The photos above are copyright Edgar Martin del Campo and used with his kind permission.

Statues of Aztec warriors

The Aztec tribe had arrived in the Valley of Mexico sometime in the early twelfth century. Their legendary

 Sacrificial obsidian knives

homeland was Atzlan. It is the source of their name and means ‘people of heron place.’ In the early 1400s they began the military and economic conquest of the region. Terror and human sacrifice were political instruments through which they kept the conquered territories subjugated.

The Aztecs were a very warlike people with a rigid class-based society of nobles, common people, serfs and slaves. Many of the slaves were captured in the almost perpetual warfare the Aztecs waged upon their neighbours. People who could not pay their debts were also enslaved. Religion was very important in their daily lives. One of the main reasons the Aztecs waged war was to ensure an adequate supply of sacrificial victims for their numerous gods especially the bloodthirsty hummingbird god of war, Huitzilopochtli [Weets-ee-loh-Poche-tlee], and the rain god, Tlaloc, to whom they also sacrificed infants. Despite their small size, hummingbirds are notoriously territorial and aggressive and it has been suggested that is why one of their war-gods was linked with such a delicate looking bird. Spaniards at the time of the conquest estimated that they sacrificed at least 20,000 victims a year. Aztec nobles also practiced cannibalism. The Aztecs had ritualized ‘flower wars’ [xochiyaotl-combining the words ‘flower’ and ‘war’ or ‘enemy’]with their neighbours at mutually agreed times. The purpose of these wars was to capture prisoners for sacrifice.

However, these undoubtedly savage people also had a system of schools and education. Despite the blood thirsty aspects of their culture there were also poets and philosophers among them. Flowers-and-song was their term for poetry, art and symbolism.

The Aztec economy was agriculture based and corn was the most important crop. However, the Aztecs also used the innovative chinampas which were floating islands of mud, held together by stakes, on lakes. This was an extremely effective method of farming.

Within approximately two years of the arrival of the Cortes and his Spanish conquistadors in 1519 the Aztec empire was destroyed. Their marvelous capital was reduced to ruins in a terrible battle in 1521. Many of the tribes that they had previously conquered had joined with the Spaniards against the Aztecs.

The Aztecs believed that the world had gone through a sequence of five creations. In Aztec mythology the first world was destroyed when Quetzalcoatl, the “Feathered Serpent”, threw his brother Tezcatlipoca, “Lord of the Smoking Mirror”, into the water and jaguars devoured the world.

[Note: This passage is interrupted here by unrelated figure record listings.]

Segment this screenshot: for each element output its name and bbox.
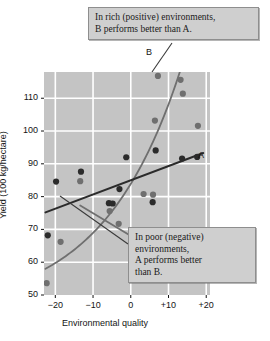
y-tick-60: 60	[14, 256, 38, 266]
callout-rich-line-2: B performs better than A.	[95, 24, 253, 36]
x-tick-plus20: +20	[193, 300, 219, 310]
series-b-label: B	[146, 47, 152, 57]
callout-poor-line-1: In poor (negative)	[135, 232, 250, 244]
callout-poor-line-2: environments,	[135, 244, 250, 256]
chart-figure: 110 100 90 80 70 60 50 −20 −10 0 +10 +20…	[0, 0, 270, 341]
callout-poor-environments: In poor (negative) environments, A perfo…	[128, 227, 256, 283]
chart-canvas	[0, 0, 270, 341]
x-tick-minus20: −20	[42, 300, 68, 310]
y-tick-90: 90	[14, 158, 38, 168]
y-tick-50: 50	[14, 289, 38, 299]
y-tick-110: 110	[14, 92, 38, 102]
y-axis-title: Yield (100 kg/hectare)	[0, 131, 8, 219]
x-tick-zero: 0	[118, 300, 144, 310]
callout-top-leader-line	[152, 43, 172, 72]
callout-rich-environments: In rich (positive) environments, B perfo…	[88, 7, 259, 40]
y-tick-100: 100	[14, 125, 38, 135]
callout-poor-line-4: than B.	[135, 267, 250, 279]
y-tick-70: 70	[14, 223, 38, 233]
callout-poor-line-3: A performs better	[135, 255, 250, 267]
x-axis-title: Environmental quality	[62, 318, 148, 328]
x-tick-minus10: −10	[80, 300, 106, 310]
x-tick-plus10: +10	[156, 300, 182, 310]
series-a-label: A	[198, 150, 204, 160]
y-tick-80: 80	[14, 191, 38, 201]
callout-rich-line-1: In rich (positive) environments,	[95, 12, 253, 24]
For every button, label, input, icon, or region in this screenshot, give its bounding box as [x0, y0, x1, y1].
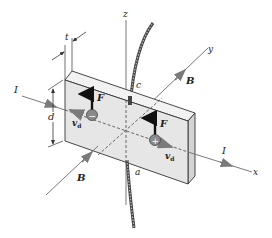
slab-side-face	[188, 113, 195, 184]
positive-sign: +	[152, 136, 160, 146]
field-label-upper: B	[185, 75, 194, 86]
point-a-label: a	[135, 167, 140, 177]
width-extension-bottom	[48, 141, 63, 147]
negative-sign: −	[89, 111, 97, 121]
current-label-left: I	[13, 84, 19, 95]
force-label-negative: F	[96, 92, 105, 103]
current-label-right: I	[221, 145, 227, 156]
force-label-positive: F	[159, 118, 168, 129]
point-c-label: c	[136, 80, 141, 90]
current-line-left	[22, 96, 65, 110]
width-label: d	[48, 111, 54, 122]
hall-effect-diagram: z y c a I I x B B − F vd + F vd t	[0, 0, 272, 238]
contact-c	[128, 96, 132, 105]
z-axis-label: z	[122, 9, 128, 19]
y-axis-label: y	[207, 44, 214, 54]
width-extension-top	[48, 80, 63, 90]
thickness-label: t	[65, 32, 69, 42]
x-axis-label: x	[253, 167, 258, 177]
field-label-lower: B	[76, 172, 85, 183]
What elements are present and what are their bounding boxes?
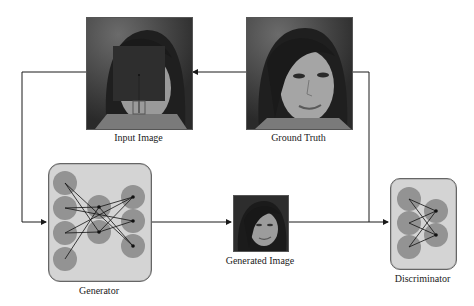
discriminator-block (390, 178, 457, 270)
input-image-label: Input Image (86, 132, 191, 143)
generator-block (48, 163, 152, 282)
input-image (86, 17, 193, 130)
face-photo-generated (234, 196, 288, 251)
ground-truth-label: Ground Truth (246, 132, 351, 143)
generator-network-icon (49, 164, 151, 281)
discriminator-network-icon (391, 179, 456, 269)
line-gt-to-discriminator (351, 72, 369, 222)
face-photo (247, 18, 352, 129)
face-photo-occluded (87, 18, 192, 129)
generated-image (233, 195, 289, 252)
ground-truth-image (246, 17, 353, 130)
generator-label: Generator (48, 285, 150, 296)
discriminator-label: Discriminator (380, 273, 465, 284)
generated-image-label: Generated Image (213, 255, 307, 266)
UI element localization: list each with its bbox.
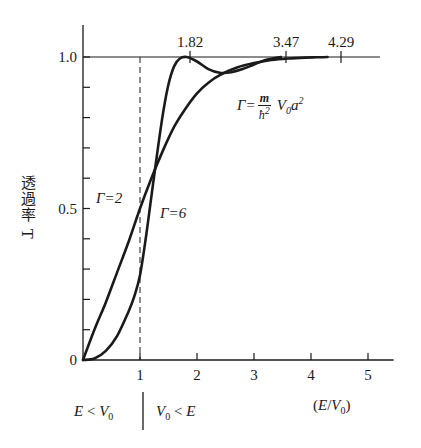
- x-tick-label: 5: [364, 367, 372, 383]
- region-left-label: E < V0: [74, 404, 113, 422]
- region-right-label: V0 < E: [156, 404, 195, 422]
- y-tick-label: 0.5: [58, 201, 77, 217]
- gamma6-label: Γ=6: [160, 206, 186, 221]
- formula-fraction: mħ2: [258, 92, 271, 121]
- x-tick-label: 4: [307, 367, 315, 383]
- top-marker-label: 4.29: [328, 34, 354, 50]
- x-tick-label: 3: [250, 367, 258, 383]
- x-tick-label: 2: [193, 367, 201, 383]
- tick-labels: 00.51.0123451.823.474.29: [58, 34, 372, 383]
- top-marker-label: 3.47: [273, 34, 300, 50]
- y-tick-label: 0: [70, 352, 78, 368]
- gamma2-label: Γ=2: [96, 191, 122, 206]
- x-tick-label: 1: [136, 367, 144, 383]
- top-marker-label: 1.82: [177, 34, 203, 50]
- transmission-chart: 00.51.0123451.823.474.29: [0, 0, 421, 448]
- x-axis-label: (E/V0): [313, 398, 351, 416]
- y-tick-label: 1.0: [58, 49, 77, 65]
- y-axis-label: 透過率 T: [12, 175, 38, 267]
- gamma-formula: Γ=mħ2 V0a2: [237, 92, 303, 121]
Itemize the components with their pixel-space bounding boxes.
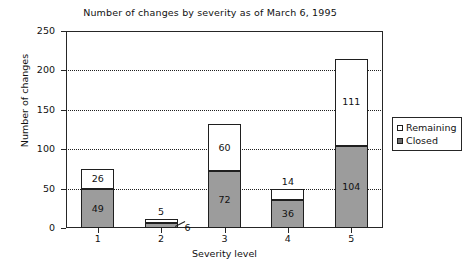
- x-axis-title: Severity level: [66, 248, 383, 259]
- bar-segment-closed-5[interactable]: [335, 146, 368, 228]
- legend-swatch-remaining-icon: [397, 125, 403, 131]
- bar-segment-closed-3[interactable]: [208, 171, 241, 228]
- y-tick-label-250: 250: [9, 25, 55, 36]
- x-tick-label-1: 1: [78, 233, 118, 244]
- bar-segment-remaining-2[interactable]: [145, 219, 178, 223]
- bar-segment-remaining-3[interactable]: [208, 124, 241, 171]
- bar-segment-closed-4[interactable]: [271, 200, 304, 228]
- x-tick-label-2: 2: [141, 233, 181, 244]
- legend-label-closed: Closed: [406, 135, 438, 146]
- y-tick-label-0: 0: [9, 222, 55, 233]
- legend-label-remaining: Remaining: [406, 122, 456, 133]
- y-tick-label-100: 100: [9, 143, 55, 154]
- x-tick-label-5: 5: [331, 233, 371, 244]
- legend-swatch-closed-icon: [397, 138, 403, 144]
- x-tick-label-4: 4: [268, 233, 308, 244]
- y-tick-label-200: 200: [9, 64, 55, 75]
- y-tick-label-150: 150: [9, 104, 55, 115]
- legend: Remaining Closed: [392, 117, 462, 151]
- bar-segment-closed-1[interactable]: [81, 189, 114, 228]
- y-tick-200: [61, 70, 66, 71]
- bar-segment-remaining-5[interactable]: [335, 59, 368, 146]
- y-tick-100: [61, 149, 66, 150]
- bar-segment-closed-2[interactable]: [145, 223, 178, 228]
- legend-item-closed[interactable]: Closed: [397, 134, 456, 147]
- bar-chart: Number of changes by severity as of Marc…: [0, 0, 476, 268]
- y-tick-0: [61, 228, 66, 229]
- bar-segment-remaining-1[interactable]: [81, 169, 114, 189]
- legend-item-remaining[interactable]: Remaining: [397, 121, 456, 134]
- y-tick-50: [61, 189, 66, 190]
- y-tick-label-50: 50: [9, 183, 55, 194]
- bar-segment-remaining-4[interactable]: [271, 189, 304, 200]
- y-tick-250: [61, 31, 66, 32]
- y-tick-150: [61, 110, 66, 111]
- x-tick-label-3: 3: [205, 233, 245, 244]
- chart-title: Number of changes by severity as of Marc…: [0, 7, 420, 18]
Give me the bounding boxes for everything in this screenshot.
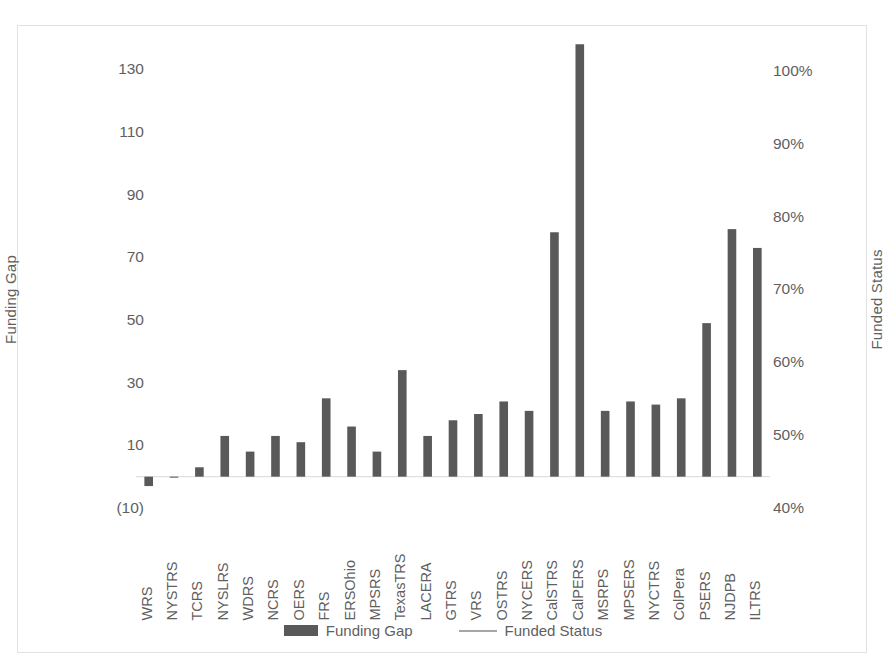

The second world was destroyed by Tezcatlipoca Quetzalcoatl-the feathered serpentwhen he revenged himself upon Quetzalcoatl, throwing him off his throne, and destroying the world with hurricanes. The third world was destroyed by a fiery rain sent by Quetzalcoatl and the fourth world destroyed by a flood. The fifth world, the world in which the Aztecs lived, was as a result of the two brothers becoming trees and lifting the sky up over the earth. Quetzalcoatl took the bones of people drowned in the flood which destroyed the fourth world and mixed them with the blood of the gods to create people. Light was created when a god threw himself into a fire and became the sun.

The Aztecs believed that human sacrifice and their bloodletting rituals in which they pierced various parts of the body were necessary to stop the world from being destroyed.